Wednesday, February 12, 2014

Careening into Blackness

What do you do when a Pontiac GTO going 60 miles per hour suddenly plows into the back of your stopped Volkswagen square back, sending you careening into blackness?

My husband was in Vietnam in 1969. It was the end of the Labor Day weekend, and I was driving back to my home in Anchorage, Alaska, after visiting my folks in Valdez. A friend rode along on the six-hour drive each way. It was dark when, nine miles from home, I rounded a bend in the two-lane highway to find two moose skittering down the frosty road.

No one wants a ton of moose landing on their hood, let alone two of them, especially when the engine is in the rear of a Volkswagen. Since no one was immediately behind me, I stopped. The moose wandered to the side of the road as I downshifted to go on. At that moment, two cars appeared around the bend and passed me. I honked my horn to warn them. Then, WHAM!

A blinding jolt! I screamed, "Oh, Jesus, help us!" I blacked out momentarily then hung on for the ride of my life. Scared I would hit a tree, I pushed my foot on the brake as hard as I could, laying down 32 feet of rubber on the roadway before veering off and rolling over and over as though in slow motion. It seemed to take forever before my car finally came to rest on its right side.

The windshield had popped out. I was hanging in the seat belt above my passenger, my head lolling from side to side. Was my neck was broken?

Almost immediately, people appeared.
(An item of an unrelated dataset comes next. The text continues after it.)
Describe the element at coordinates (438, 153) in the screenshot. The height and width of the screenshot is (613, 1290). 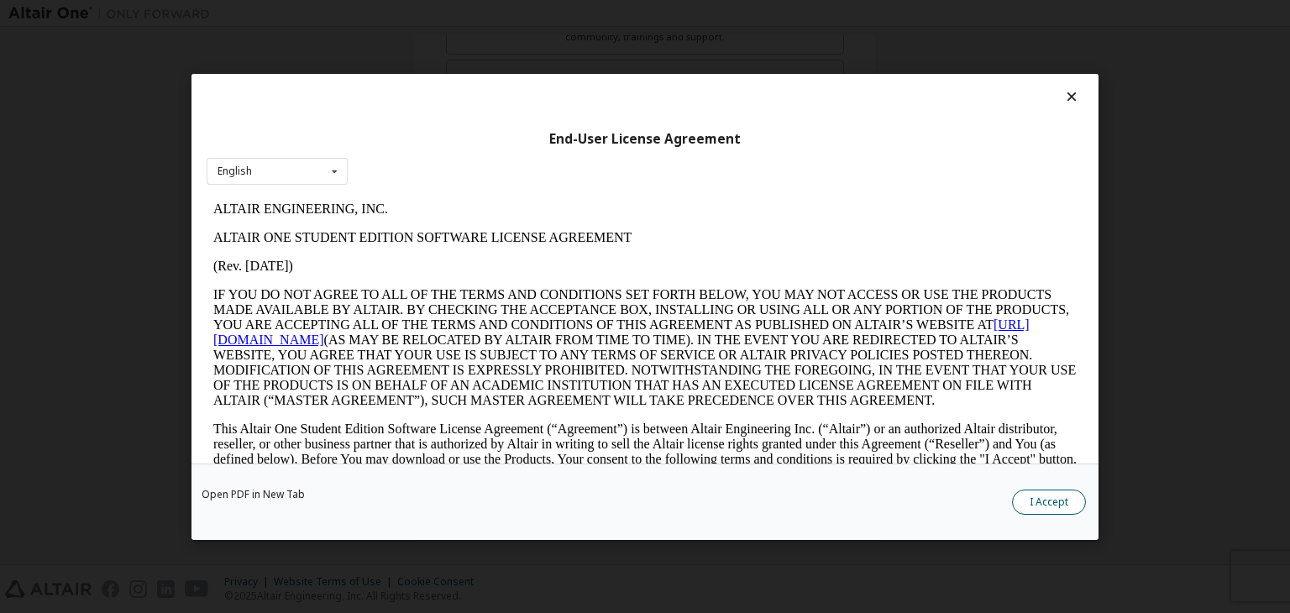
I see `p: IF YOU DO NOT AGREE TO ALL OF THE TERMS AND CONDITIONS SET FORTH BELOW, YOU MAY NOT ACCESS OR USE...` at that location.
I didn't want them to move me, but they convinced me it was necessary. They laid us gently on the cold ground. All I could think about was my husband, who was in a war zone, thinking I was safe at home. What if I was paralyzed? What if I died?

An ambulance soon arrived. Without stabilizing my neck, the attendants picked me up to put me on the stretcher. In the darkness, one of them stepped on my long hair, yanking my head back. Certain they would paralyze me, I screamed for them to stop. They laid me back down, and I reached up to smooth my hair under my head so they could pick me up.

Thank God, X-rays showed my neck was not broken. The force of the impact broke the back of my seat, which fell flat just as the engine cover flew up and hit me across the bony point at the base of my skull. If it had hit any lower, it would have taken my head off. Instead, it gave me a five-inch gash, which bled profusely and required eight stitches, and a severe whiplash. Later medical technology revealed two herniated disks that I still suffer the effects of, but I'm alive and I'm not paralyzed.

Amazingly, no one else was seriously hurt. My passenger had a cracked rib from the seat belt. The driver of the GTO was uninjured, although his car was totaled too. He had had a few beers and was following too closely to the cars in front of him so he didn't realize I was stopped.

Isn't it amazing that the God by whom all things were created and are held together hears our cry in the time of trouble and is there to help us? When danger smacks you in the face (or back!), do you cry out to God? I know firsthand that He is "a very present help in trouble" (Psalm 46:1). How about you?